Summary: What Happened with the "Ronaldo Memecoin" (CR7)
This was never officially endorsed by Cristiano Ronaldo. The only crypto-related projects Ronaldo is involved with are NFT collections in partnership with Binance—not meme coins Coinpedia Fintech NewsBitget.
A fake “CR7” meme coin sprung up over a weekend, capitalizing on baseless rumors that Ronaldo would launch his own cryptocurrency. These tokens appeared briefly on various chains—including Solana—but were entirely speculative and unauthenticated CryptopolitanCrypto Economy.
The most notorious version reached a market cap of ~$143 million within minutes, fueled by influencer-driven hype and frantic retail buying CryptopolitanCoinMarketCapCrypto Economy.
Then it collapsed ~98% in value within 9–15 minutes—a textbook pump-and-dump or rug pull scenario. Influencers who backed it reportedly pulled their promotions or deleted them right before the crash CryptopolitanCoinMarketCapCrypto EconomyAInvest.
Blockchain investigators and analysts—including Bubblemaps and DEX Screener—flagged the event as a coordinated scheme, not organic trading CryptopolitanCrypto EconomyAInvest.
On tracker platforms like Phantom (Solana network), CR7 is listed as an unverified token with negligible remaining market cap and trading volume—essentially worthless now Phantom.

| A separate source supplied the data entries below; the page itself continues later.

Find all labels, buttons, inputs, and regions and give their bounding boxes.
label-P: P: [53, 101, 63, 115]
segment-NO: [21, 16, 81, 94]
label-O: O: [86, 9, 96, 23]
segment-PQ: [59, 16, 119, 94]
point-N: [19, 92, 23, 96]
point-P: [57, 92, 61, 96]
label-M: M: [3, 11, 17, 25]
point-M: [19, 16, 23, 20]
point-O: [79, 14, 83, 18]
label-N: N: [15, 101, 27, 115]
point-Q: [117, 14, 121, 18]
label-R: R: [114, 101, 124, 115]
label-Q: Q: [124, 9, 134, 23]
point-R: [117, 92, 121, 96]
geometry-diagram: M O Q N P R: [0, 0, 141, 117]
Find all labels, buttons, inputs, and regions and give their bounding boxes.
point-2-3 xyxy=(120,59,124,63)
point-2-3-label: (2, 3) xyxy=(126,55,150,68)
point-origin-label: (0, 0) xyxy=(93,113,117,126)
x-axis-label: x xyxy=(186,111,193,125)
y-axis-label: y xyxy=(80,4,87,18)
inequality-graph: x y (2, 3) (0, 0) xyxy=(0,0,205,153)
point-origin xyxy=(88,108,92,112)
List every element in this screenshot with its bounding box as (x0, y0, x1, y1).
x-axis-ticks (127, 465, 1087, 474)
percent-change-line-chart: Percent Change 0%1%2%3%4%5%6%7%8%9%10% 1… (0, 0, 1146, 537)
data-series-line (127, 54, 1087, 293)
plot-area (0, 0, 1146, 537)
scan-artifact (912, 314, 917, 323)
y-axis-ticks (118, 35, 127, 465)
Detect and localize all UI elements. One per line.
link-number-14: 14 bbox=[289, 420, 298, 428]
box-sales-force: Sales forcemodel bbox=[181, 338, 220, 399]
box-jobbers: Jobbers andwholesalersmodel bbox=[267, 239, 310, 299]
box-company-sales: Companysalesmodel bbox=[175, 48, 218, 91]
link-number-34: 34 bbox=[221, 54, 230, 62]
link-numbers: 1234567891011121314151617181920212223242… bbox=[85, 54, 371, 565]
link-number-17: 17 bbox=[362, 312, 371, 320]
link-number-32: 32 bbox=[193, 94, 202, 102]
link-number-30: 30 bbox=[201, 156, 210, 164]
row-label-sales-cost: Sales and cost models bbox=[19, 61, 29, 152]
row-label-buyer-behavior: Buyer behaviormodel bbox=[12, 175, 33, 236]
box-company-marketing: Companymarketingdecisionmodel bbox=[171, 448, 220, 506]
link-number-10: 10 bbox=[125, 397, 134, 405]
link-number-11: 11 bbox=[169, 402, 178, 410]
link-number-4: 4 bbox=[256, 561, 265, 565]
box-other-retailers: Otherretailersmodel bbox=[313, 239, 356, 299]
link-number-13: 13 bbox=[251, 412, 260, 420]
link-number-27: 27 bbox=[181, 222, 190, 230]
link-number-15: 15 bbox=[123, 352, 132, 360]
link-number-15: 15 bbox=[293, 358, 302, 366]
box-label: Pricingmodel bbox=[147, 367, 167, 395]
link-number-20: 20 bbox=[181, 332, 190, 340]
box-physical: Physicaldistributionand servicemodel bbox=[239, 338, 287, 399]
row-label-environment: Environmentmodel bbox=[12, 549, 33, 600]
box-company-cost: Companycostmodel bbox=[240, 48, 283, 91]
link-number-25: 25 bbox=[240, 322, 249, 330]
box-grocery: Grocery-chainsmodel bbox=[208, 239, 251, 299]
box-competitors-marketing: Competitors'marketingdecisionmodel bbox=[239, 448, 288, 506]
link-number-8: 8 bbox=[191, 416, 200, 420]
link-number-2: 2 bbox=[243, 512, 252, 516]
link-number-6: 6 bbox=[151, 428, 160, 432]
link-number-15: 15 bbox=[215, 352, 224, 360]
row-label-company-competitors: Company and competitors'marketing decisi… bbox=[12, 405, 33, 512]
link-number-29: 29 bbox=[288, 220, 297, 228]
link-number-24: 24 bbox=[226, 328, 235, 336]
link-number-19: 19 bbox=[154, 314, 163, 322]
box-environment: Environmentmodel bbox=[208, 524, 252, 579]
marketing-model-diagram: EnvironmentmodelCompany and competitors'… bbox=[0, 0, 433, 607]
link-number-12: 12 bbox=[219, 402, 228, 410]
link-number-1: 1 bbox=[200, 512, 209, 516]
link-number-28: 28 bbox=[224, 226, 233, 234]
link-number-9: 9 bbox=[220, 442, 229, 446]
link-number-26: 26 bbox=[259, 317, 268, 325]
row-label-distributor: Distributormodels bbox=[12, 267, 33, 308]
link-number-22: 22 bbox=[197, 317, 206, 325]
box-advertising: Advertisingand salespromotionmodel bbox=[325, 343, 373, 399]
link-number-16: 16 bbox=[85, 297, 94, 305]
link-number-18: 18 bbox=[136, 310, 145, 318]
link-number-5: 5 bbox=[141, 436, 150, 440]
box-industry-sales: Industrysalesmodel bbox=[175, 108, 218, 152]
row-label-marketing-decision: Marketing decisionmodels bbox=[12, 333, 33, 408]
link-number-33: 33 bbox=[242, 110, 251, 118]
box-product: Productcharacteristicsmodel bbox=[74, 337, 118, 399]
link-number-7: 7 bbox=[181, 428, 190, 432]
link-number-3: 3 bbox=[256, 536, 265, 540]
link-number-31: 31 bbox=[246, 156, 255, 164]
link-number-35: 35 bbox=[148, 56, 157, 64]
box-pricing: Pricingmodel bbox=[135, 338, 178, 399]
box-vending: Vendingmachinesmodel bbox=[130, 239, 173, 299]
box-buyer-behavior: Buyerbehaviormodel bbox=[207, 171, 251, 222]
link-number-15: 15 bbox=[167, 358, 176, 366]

What This Means: Red Flags and Lessons
Meme coins thrive on viral hype and celebrity association—but lack substance or backing. This case underscores how quickly prices can rise—or collapse—due to FOMO and speculation WikipediaBitget.
Lack of official announcement is a huge danger sign. Ronaldo has not endorsed any meme coin—only NFTs with Binance—and any claims otherwise are false Coinpedia Fintech NewsCoinGape.
Influencer promotions can be misleading or outright manipulative. In this case, social media posts hyping the coin vanished alongside its collapse CryptopolitanCrypto Economy.